The Fine Print – 5/6/10
May 10th, 2010 | By administrator | Category: EC Book Reviews
New in hardcover non-fiction
Chelsea Chelsea Bang Bang
By Chelsea Handler
Grand Central Publishing, Hachette Book Group, 2010, $25.99
I thought I’d travel to extremes in my bi-weekly book recommendations this week, and take you on a journey from total raunch (thank you, Ms. Handler) to the sublime (see below). I’ve never completed a Chelsea Handler collection before, because I’ve known what to expect — sex, giggles, self-reflexive jokes. I had no intention of really reading this new one, either. Perhaps I’m becoming slightly more tolerant in my bookish ways, but I opened the book and laughed out loud, literally, at the first sentence: “I was eight years old and in third grade at Riker Hill Elementary School when I fell head over heels in love with myself.” It gets funnier and much, much dirtier when you read on to find out that she’s talking about masturbation. Again, though, this is the sort of humor I expected. What pleasantly surprised me was the chapter about her dog, Chunk — the furry guy looking up her skirt on the jacket photo. My personal form of stereotyping would predict Chelsea Handler of buying a Chihuahua to bedazzle and drag around with her in a Fendi bag. In fact, she adopted Chunk because he was on the chopping block at a shelter and she saved him from being euthanized. The chapter, aptly entitled Chunk, is almost heartwarming, in a cynical, self-obsessed, booze-laden sort of way. If you like your humor dripping with acid and diamonds, then congratulations, you’ve just found your perfect summer reading.

New in hardcover fiction
An Unfinished Score
By Elise Blackwell
Unbridled Books, 2010, $24.95
Elise Blackwell is a writer’s writer, for sure. Her books are noticeably well-researched, her characters complex and fleshy, and her subjects and vocabulary full of nuance and acrobatics. They’re not necessarily easy reads, and I respect that. If you’re the type of reader who doesn’t like having to do some guesswork and reading between the lines, this might not be for you, though I would encourage you to take the challenge. In Blackwell’s new novel, a married woman loses her long-time lover in a plane crash. He was a world-renowned (married) composer and she’s a concert violinist. Stuck in a house in which she lives with her staid husband, her needy best friend and her needy best friend’s deaf daughter, Suzanne, our protagonist, is a spinning compass and unanchored boat; she is cut adrift. The book raises more questions than it answers: who is allowed the right to grieve? How many different layers of love can one wear, and how, and why? What is music without a listener?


* _Work request_: Among the entries below, only the lines from the one with "Find the location of a particular element." through the one with "Identify the location" are wanted, reproduced exactly. Pictures are not wanted.

* _Data supplied_:

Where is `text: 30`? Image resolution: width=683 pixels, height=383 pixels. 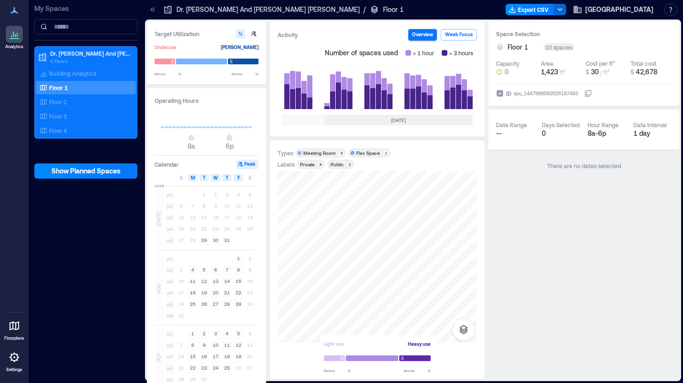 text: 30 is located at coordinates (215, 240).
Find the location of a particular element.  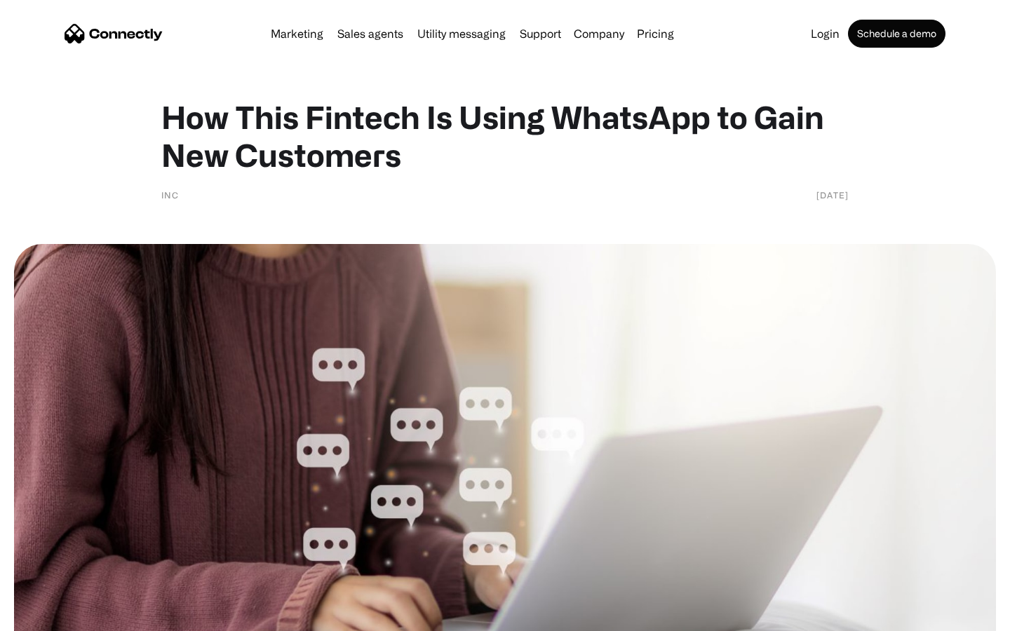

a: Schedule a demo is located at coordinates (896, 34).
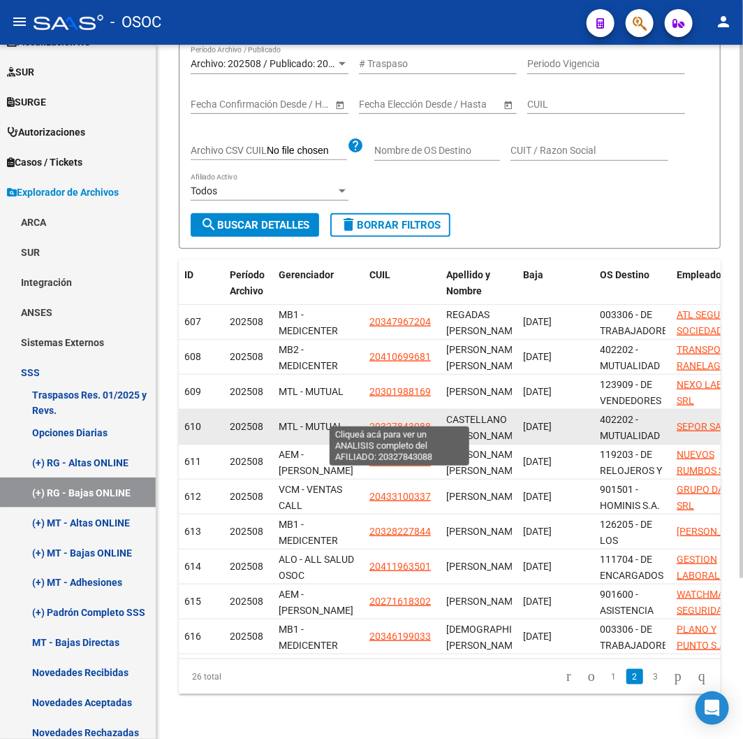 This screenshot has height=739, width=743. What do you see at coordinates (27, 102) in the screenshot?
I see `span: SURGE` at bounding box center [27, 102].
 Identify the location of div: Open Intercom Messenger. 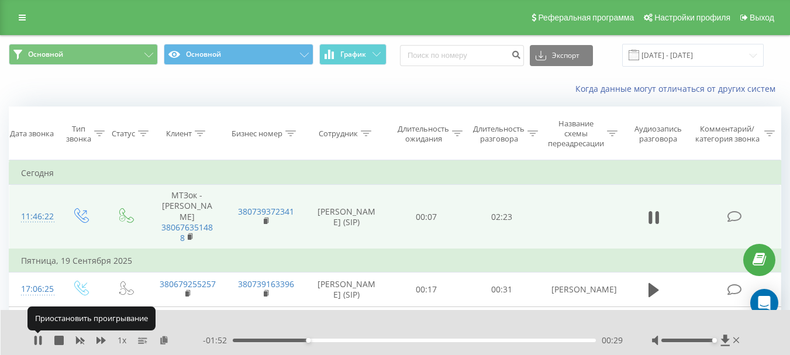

---

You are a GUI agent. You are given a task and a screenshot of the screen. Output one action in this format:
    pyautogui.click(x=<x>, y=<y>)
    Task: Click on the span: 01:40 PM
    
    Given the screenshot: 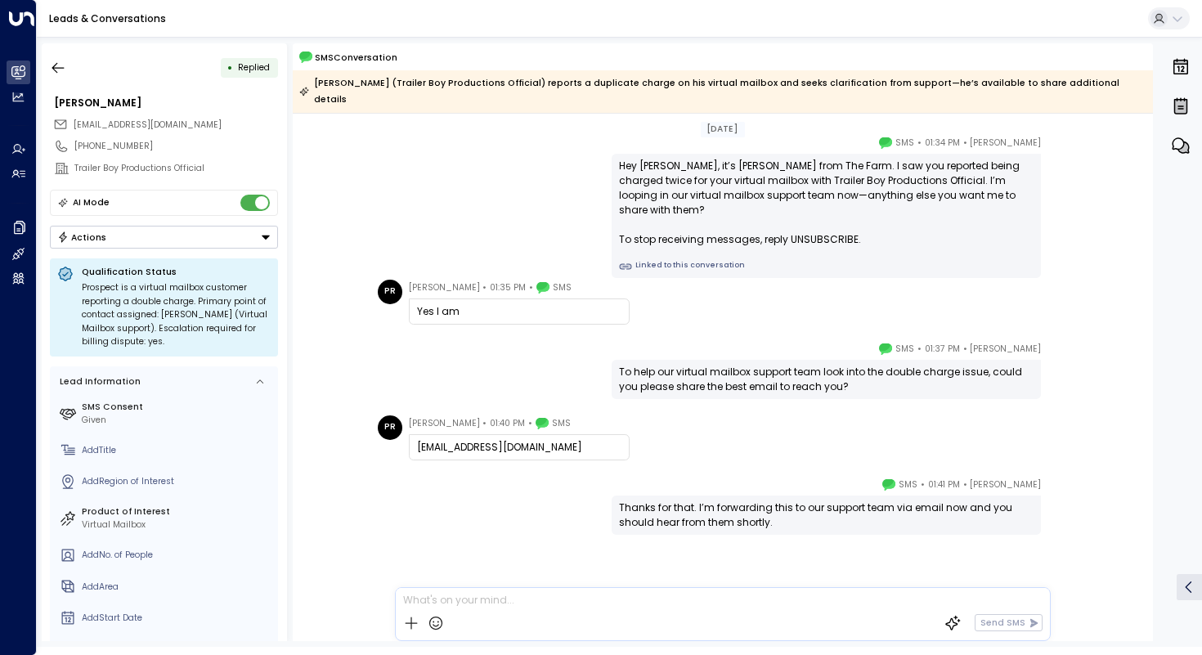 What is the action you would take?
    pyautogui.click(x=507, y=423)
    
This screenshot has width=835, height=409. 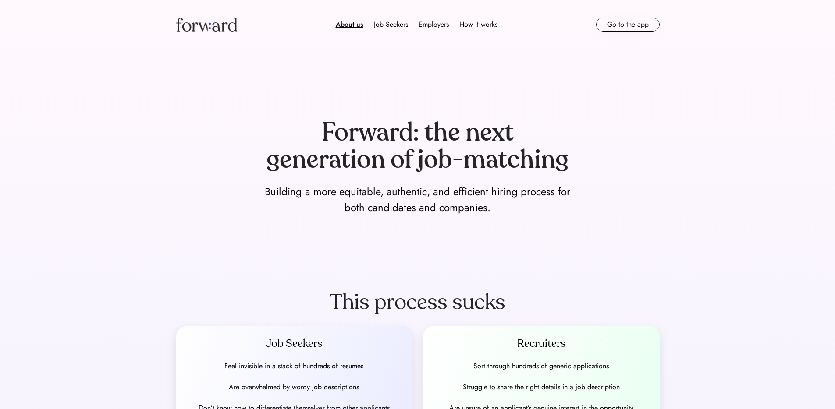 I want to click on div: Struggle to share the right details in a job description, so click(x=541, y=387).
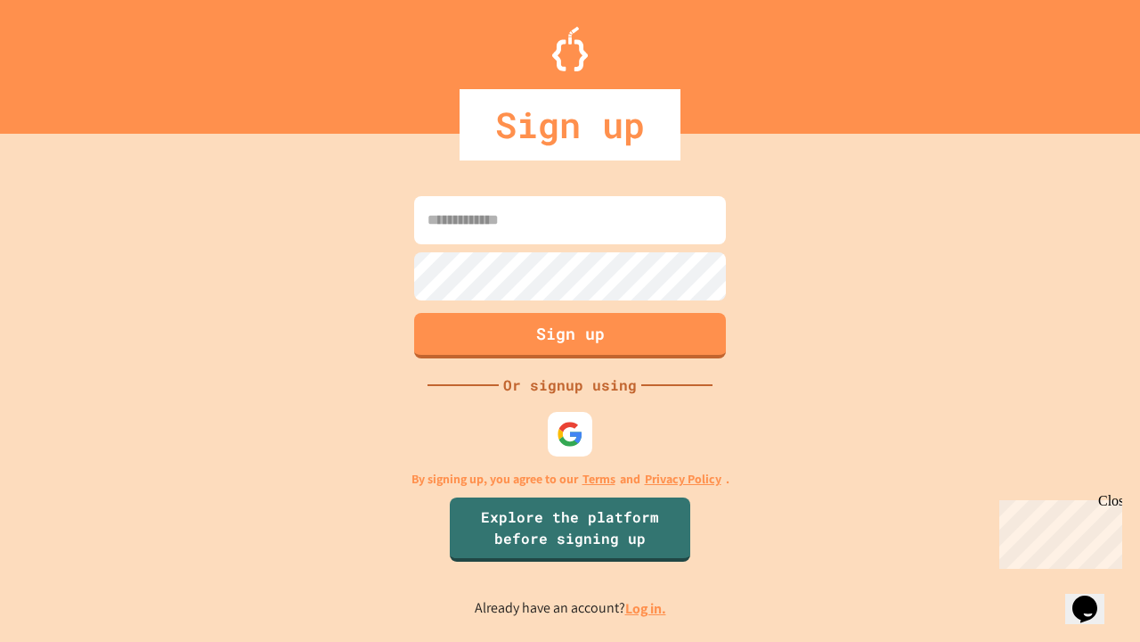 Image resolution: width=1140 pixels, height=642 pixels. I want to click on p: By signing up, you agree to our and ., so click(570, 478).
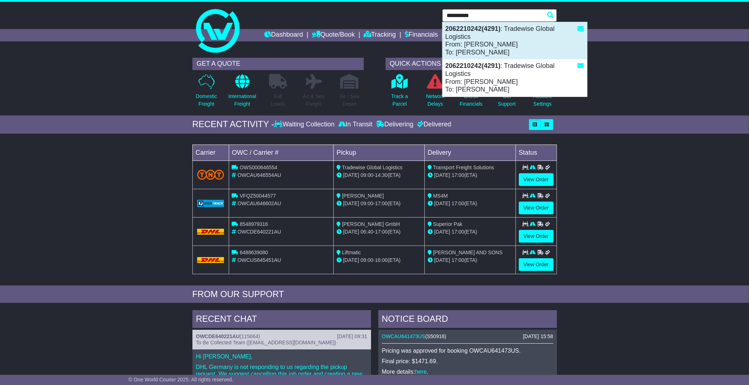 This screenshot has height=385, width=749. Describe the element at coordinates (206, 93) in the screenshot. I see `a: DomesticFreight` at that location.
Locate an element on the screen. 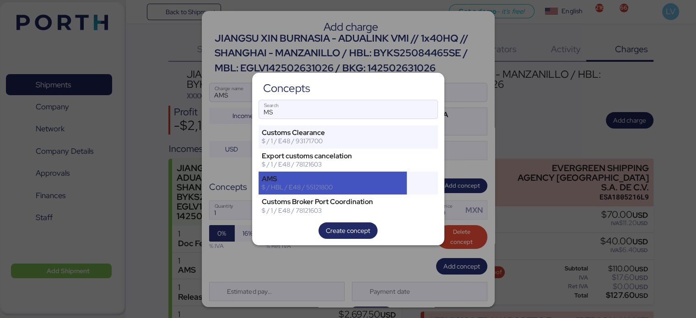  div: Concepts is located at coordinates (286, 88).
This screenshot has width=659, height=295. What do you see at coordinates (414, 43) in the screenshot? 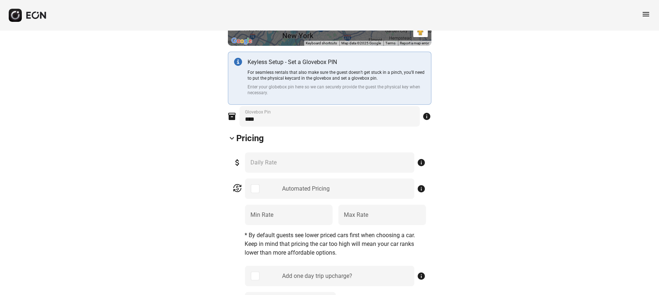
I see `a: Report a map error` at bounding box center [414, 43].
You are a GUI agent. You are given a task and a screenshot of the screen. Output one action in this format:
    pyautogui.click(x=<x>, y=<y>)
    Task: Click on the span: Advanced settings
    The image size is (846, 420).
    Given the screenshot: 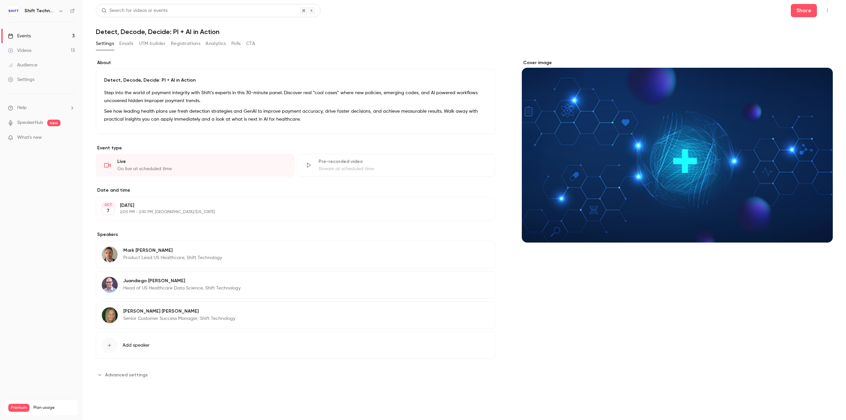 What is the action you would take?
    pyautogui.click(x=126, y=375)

---

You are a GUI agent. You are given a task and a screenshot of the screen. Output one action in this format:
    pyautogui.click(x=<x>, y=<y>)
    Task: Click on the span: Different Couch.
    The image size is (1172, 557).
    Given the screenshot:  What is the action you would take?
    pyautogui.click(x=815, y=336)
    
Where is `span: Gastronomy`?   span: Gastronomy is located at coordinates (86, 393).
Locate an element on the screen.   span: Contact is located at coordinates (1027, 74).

* _Written response_:
Find the location of a particular element.  

a: Schedule a demo is located at coordinates (896, 34).
 This screenshot has height=739, width=743. What do you see at coordinates (27, 102) in the screenshot?
I see `span: SURGE` at bounding box center [27, 102].
 Identify the location of div: Open Intercom Messenger. 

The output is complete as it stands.